Throughout its long history, Earth has warmed and cooled time and again. Climate has changed when the planet received more or less sunlight due to subtle shifts in its orbit, as the atmosphere or ...
Earth has experienced climate change in the past without help from humanity. We know about past climates because of evidence left in tree rings, layers of ice in glaciers, ocean sediments, coral reefs ...
In 1967 Hansen went to work for NASA’s Goddard Institute for Space Studies, in New York City, where he continued his research on planetary problems. Around 1970, some scientists suspected Earth was ...
A new fissure opened on the Reykjanes peninsula in southwestern Iceland near Grindavík in December 2023 and continued erupting throughout 2024. Whether sparked by lightning, intentional land-clearing, ...
Examine the set of graphs below for a given city. Read carefully the temperature and precipitation scales on the graphs. Review the biome information. Two biome choices are given for each set of ...
The time it takes carbon to move through the fast carbon cycle is measured in a lifespan. The fast carbon cycle is largely the movement of carbon through life forms on Earth, or the biosphere. Between ...
Air temperatures on Earth have been rising since the Industrial Revolution. While natural variability plays some part, the preponderance of evidence indicates that human activities—particularly ...
The most valuable fossils found in sediment cores are from tiny animals with a calcium carbonate shell, called foraminifera. One species of foraminifera lives in the icy waters of the Arctic above ...
Have you ever wondered what it would be like to live in a different part of the world? What would the weather be like? What kinds of animals would you see? Which plants live there? By investigating ...
Although it became clear about 40 years ago that aerosols could affect climate, the measurements needed to establish the magnitude of such effects—or even whether specific aerosol types warm or cool ...
All of this extra carbon needs to go somewhere. So far, land plants and the ocean have taken up about 55 percent of the extra carbon people have put into the atmosphere while about 45 percent has ...
Lindsey Doermann joined Earth Observatory as a science writer in 2023. She is a former editor and writer for Conservation and Anthropocene magazines, covering environmental science and solutions.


*Exercise objective*:
All records below must be written out exactly, with the pictures excluded.

*Data for this task*:
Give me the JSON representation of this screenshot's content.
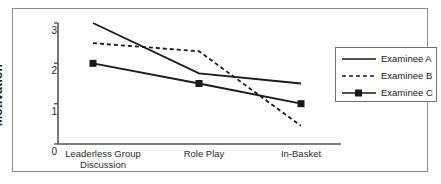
{
  "chart_data": {
    "type": "line",
    "title": "",
    "xlabel": "",
    "ylabel": "Motivation",
    "categories": [
      "Leaderless Group Discussion",
      "Role Play",
      "In-Basket"
    ],
    "category_lines": [
      [
        "Leaderless Group",
        "Discussion"
      ],
      [
        "Role Play"
      ],
      [
        "In-Basket"
      ]
    ],
    "ylim": [
      0,
      3
    ],
    "yticks": [
      0,
      1,
      2,
      3
    ],
    "ytick_labels": [
      "0",
      "1",
      "2",
      "3"
    ],
    "grid": false,
    "legend_position": "right",
    "series": [
      {
        "name": "Examinee A",
        "values": [
          3.0,
          1.75,
          1.5
        ],
        "style": "solid",
        "marker": "none",
        "color": "#1a1a1a"
      },
      {
        "name": "Examinee B",
        "values": [
          2.5,
          2.3,
          0.45
        ],
        "style": "dashed",
        "marker": "none",
        "color": "#1a1a1a"
      },
      {
        "name": "Examinee C",
        "values": [
          2.0,
          1.5,
          1.0
        ],
        "style": "solid",
        "marker": "square",
        "color": "#1a1a1a"
      }
    ]
  },
  "axis": {
    "y_label": "Motivation",
    "y_ticks": [
      "3",
      "2",
      "1",
      "0"
    ],
    "x_categories": [
      {
        "line1": "Leaderless Group",
        "line2": "Discussion"
      },
      {
        "line1": "Role Play",
        "line2": ""
      },
      {
        "line1": "In-Basket",
        "line2": ""
      }
    ]
  },
  "legend": {
    "items": [
      {
        "label": "Examinee A",
        "style": "solid"
      },
      {
        "label": "Examinee B",
        "style": "dashed"
      },
      {
        "label": "Examinee C",
        "style": "solid-square"
      }
    ]
  },
  "colors": {
    "line": "#1a1a1a",
    "axis": "#555555",
    "frame": "#8a8a8a",
    "background": "#ffffff"
  }
}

*Exercise response*:
Give me the JSON representation of this screenshot's content.
{
  "chart_data": {
    "type": "line",
    "title": "",
    "xlabel": "",
    "ylabel": "Motivation",
    "categories": [
      "Leaderless Group Discussion",
      "Role Play",
      "In-Basket"
    ],
    "category_lines": [
      [
        "Leaderless Group",
        "Discussion"
      ],
      [
        "Role Play"
      ],
      [
        "In-Basket"
      ]
    ],
    "ylim": [
      0,
      3
    ],
    "yticks": [
      0,
      1,
      2,
      3
    ],
    "ytick_labels": [
      "0",
      "1",
      "2",
      "3"
    ],
    "grid": false,
    "legend_position": "right",
    "series": [
      {
        "name": "Examinee A",
        "values": [
          3.0,
          1.75,
          1.5
        ],
        "style": "solid",
        "marker": "none",
        "color": "#1a1a1a"
      },
      {
        "name": "Examinee B",
        "values": [
          2.5,
          2.3,
          0.45
        ],
        "style": "dashed",
        "marker": "none",
        "color": "#1a1a1a"
      },
      {
        "name": "Examinee C",
        "values": [
          2.0,
          1.5,
          1.0
        ],
        "style": "solid",
        "marker": "square",
        "color": "#1a1a1a"
      }
    ]
  },
  "axis": {
    "y_label": "Motivation",
    "y_ticks": [
      "3",
      "2",
      "1",
      "0"
    ],
    "x_categories": [
      {
        "line1": "Leaderless Group",
        "line2": "Discussion"
      },
      {
        "line1": "Role Play",
        "line2": ""
      },
      {
        "line1": "In-Basket",
        "line2": ""
      }
    ]
  },
  "legend": {
    "items": [
      {
        "label": "Examinee A",
        "style": "solid"
      },
      {
        "label": "Examinee B",
        "style": "dashed"
      },
      {
        "label": "Examinee C",
        "style": "solid-square"
      }
    ]
  },
  "colors": {
    "line": "#1a1a1a",
    "axis": "#555555",
    "frame": "#8a8a8a",
    "background": "#ffffff"
  }
}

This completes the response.